If we had Matthew's words only, we should suppose that none but the eleven were present on this occasion. But it is obviously the same incident to which Paul refers when he speaks of the appearance to 'five hundred brethren at once.' These were the Galilean disciples who had been faithful in the days of His lowliness, and were thus now assembled to hear His proclamation of exaltation. Apparently the meeting had been arranged beforehand. They came without Him to 'the mountain where Jesus had appointed.' Probably it was the same spot on which the so-called Sermon on the Mount, the first proclamation of the King, had been delivered, and it was naturally chosen to be the scene of a yet more exalted proclamation. A thousand tender memories and associations clustered round the spot. So we have to think of the five hundred gathered in eager expectancy; and we notice how unlike the manner of His coming is to that of the former manifestations. Then, suddenly, He became visibly present where a moment before He had been unseen. But now He gradually approaches, for the doubting and the worshipping took place 'when they saw Him,' and before 'He came to them.' I suppose we may conceive of Him as coming down the hill and drawing near to them, and then, when He stands above them, and yet close to them—else the five hundred could not have seen Him 'at once'—doubts vanish; and they listen with silent awe and love. The words are majestic; all is regal. There is no veiled personality now, as there had been to Mary, and to the two on the road to Emmaus. There is no greeting now, as there had been in the upper chamber; no affording of a demonstration of the reality of His appearance, as there had been to Thomas and to the others. He stands amongst them as the King, and the music of His words, deep as the roll of thunder, and sweet as harpers harping with their harps, makes all comment or paraphrase sound thin and poor. But yet so many great and precious lessons are hived in the words that we must reverently ponder them. The material is so abundant that I can but touch it in the slightest possible fashion. This great utterance of our Lord's falls into three parts: a great claim, a great commission, a great promise.

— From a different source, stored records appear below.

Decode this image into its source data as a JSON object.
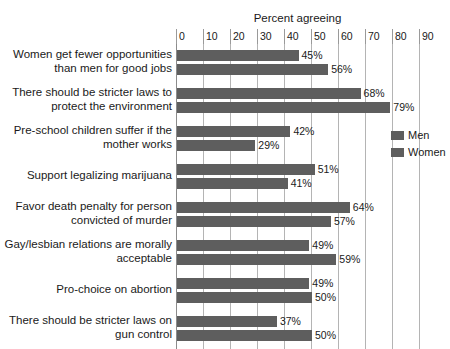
{
  "chart_data": {
    "type": "bar",
    "title": "Percent agreeing",
    "xlabel": "",
    "ylabel": "",
    "orientation": "horizontal",
    "grid": true,
    "legend_position": "right",
    "xlim": [
      0,
      90
    ],
    "xticks": [
      0,
      10,
      20,
      30,
      40,
      50,
      60,
      70,
      80,
      90
    ],
    "xtick_labels": [
      "0",
      "10",
      "20",
      "30",
      "40",
      "50",
      "60",
      "70",
      "80",
      "90"
    ],
    "categories": [
      "Women get fewer opportunities than men for good jobs",
      "There should be stricter laws to protect the environment",
      "Pre-school children suffer if the mother works",
      "Support legalizing marijuana",
      "Favor death penalty for person convicted of murder",
      "Gay/lesbian relations are morally acceptable",
      "Pro-choice on abortion",
      "There should be stricter laws on gun control"
    ],
    "category_lines": [
      [
        "Women get fewer opportunities",
        "than men for good jobs"
      ],
      [
        "There should be stricter laws to",
        "protect the environment"
      ],
      [
        "Pre-school children suffer if the",
        "mother works"
      ],
      [
        "Support legalizing marijuana"
      ],
      [
        "Favor death penalty for person",
        "convicted of murder"
      ],
      [
        "Gay/lesbian relations are morally",
        "acceptable"
      ],
      [
        "Pro-choice on abortion"
      ],
      [
        "There should be stricter laws on",
        "gun control"
      ]
    ],
    "series": [
      {
        "name": "Men",
        "color": "#5e5e5e",
        "values": [
          45,
          68,
          42,
          51,
          64,
          49,
          49,
          37
        ],
        "value_labels": [
          "45%",
          "68%",
          "42%",
          "51%",
          "64%",
          "49%",
          "49%",
          "37%"
        ]
      },
      {
        "name": "Women",
        "color": "#5e5e5e",
        "values": [
          56,
          79,
          29,
          41,
          57,
          59,
          50,
          50
        ],
        "value_labels": [
          "56%",
          "79%",
          "29%",
          "41%",
          "57%",
          "59%",
          "50%",
          "50%"
        ]
      }
    ]
  },
  "legend": {
    "entries": [
      {
        "label": "Men",
        "color": "#5e5e5e"
      },
      {
        "label": "Women",
        "color": "#5e5e5e"
      }
    ]
  },
  "colors": {
    "bar": "#5e5e5e",
    "gridline": "#b4b4b4",
    "axis": "#8c8c8c",
    "text": "#1a1a1a",
    "background": "#ffffff"
  }
}
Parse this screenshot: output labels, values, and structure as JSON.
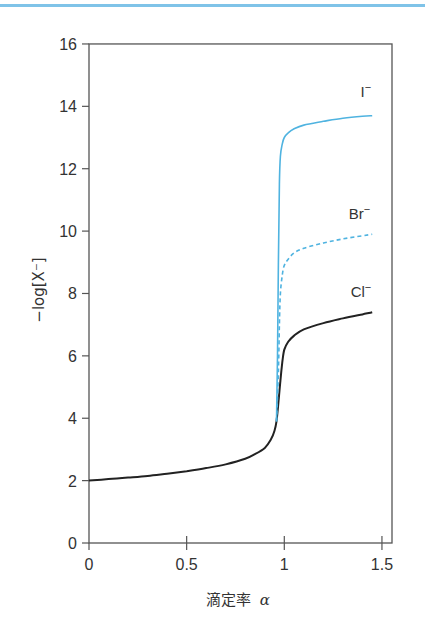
{
  "chart_data": {
    "type": "line",
    "title": "",
    "xlabel": "滴定率 α",
    "xlabel_text": "滴定率",
    "xlabel_symbol": "α",
    "ylabel": "−log[X⁻]",
    "xlim": [
      0,
      1.55
    ],
    "ylim": [
      0,
      16
    ],
    "x_ticks": [
      0,
      0.5,
      1,
      1.5
    ],
    "x_tick_labels": [
      "0",
      "0.5",
      "1",
      "1.5"
    ],
    "y_ticks": [
      0,
      2,
      4,
      6,
      8,
      10,
      12,
      14,
      16
    ],
    "y_tick_labels": [
      "0",
      "2",
      "4",
      "6",
      "8",
      "10",
      "12",
      "14",
      "16"
    ],
    "grid": false,
    "legend": "inline labels at curve ends",
    "series": [
      {
        "name": "Cl⁻",
        "color": "#222222",
        "style": "solid",
        "x": [
          0,
          0.1,
          0.2,
          0.3,
          0.4,
          0.5,
          0.6,
          0.7,
          0.8,
          0.85,
          0.9,
          0.93,
          0.95,
          0.96,
          0.97,
          0.98,
          0.99,
          1.0,
          1.02,
          1.05,
          1.1,
          1.2,
          1.3,
          1.4,
          1.45
        ],
        "values": [
          2.0,
          2.05,
          2.1,
          2.15,
          2.22,
          2.3,
          2.4,
          2.52,
          2.7,
          2.85,
          3.05,
          3.3,
          3.6,
          3.9,
          4.5,
          5.2,
          5.8,
          6.2,
          6.45,
          6.65,
          6.85,
          7.05,
          7.2,
          7.33,
          7.4
        ]
      },
      {
        "name": "Br⁻",
        "color": "#4fb3e0",
        "style": "dashed",
        "x": [
          0.96,
          0.97,
          0.975,
          0.98,
          0.99,
          1.0,
          1.02,
          1.05,
          1.1,
          1.2,
          1.3,
          1.4,
          1.45
        ],
        "values": [
          3.9,
          5.5,
          7.0,
          8.0,
          8.6,
          8.9,
          9.1,
          9.3,
          9.45,
          9.62,
          9.75,
          9.85,
          9.9
        ]
      },
      {
        "name": "I⁻",
        "color": "#4fb3e0",
        "style": "solid",
        "x": [
          0.96,
          0.965,
          0.97,
          0.975,
          0.98,
          0.99,
          1.0,
          1.02,
          1.05,
          1.1,
          1.2,
          1.3,
          1.4,
          1.45
        ],
        "values": [
          3.9,
          6.0,
          9.0,
          11.5,
          12.4,
          12.8,
          13.0,
          13.15,
          13.28,
          13.4,
          13.52,
          13.62,
          13.68,
          13.7
        ]
      }
    ],
    "series_labels": [
      {
        "text": "I",
        "sup": "−",
        "x": 1.39,
        "y": 14.3
      },
      {
        "text": "Br",
        "sup": "−",
        "x": 1.33,
        "y": 10.4
      },
      {
        "text": "Cl",
        "sup": "−",
        "x": 1.34,
        "y": 7.9
      }
    ]
  },
  "decoration": {
    "top_rule_color": "#7fc3e8",
    "axis_color": "#555555"
  }
}
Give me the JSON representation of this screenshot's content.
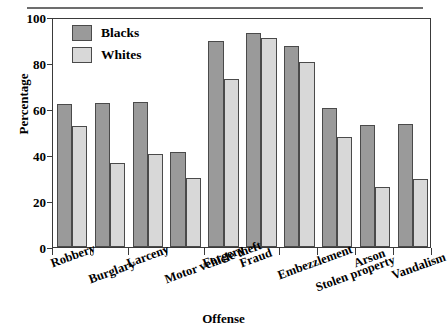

I. There is a Great Claim.

'All power is given unto Me in heaven and in earth.' No words can more absolutely express unconditional, unlimited authority and sovereignty. Mark the variety of the gift—'all power'; every kind of force, every kind of dominion is in His hands. Mark the sphere of sovereignty—'in heaven and in earth.' Now, brethren, if we know anything about Jesus Christ, we know that He made this claim. There is no reason, except the unwillingness of some people to admit that claim, for casting any sort of doubt upon these words, or making any distinction in authority between them and the rest of the words of graciousness which the whole world has taken to its heart. But if He said this, what becomes of His right to the veneration of mankind, as the Perfect Example of the self-sacrificing, self-oblivious religious life? It is a mystery that I cannot solve, how any man can keep his reverence for Jesus, and refuse to believe that beneath these tremendous words there lies a solemn and solid reality.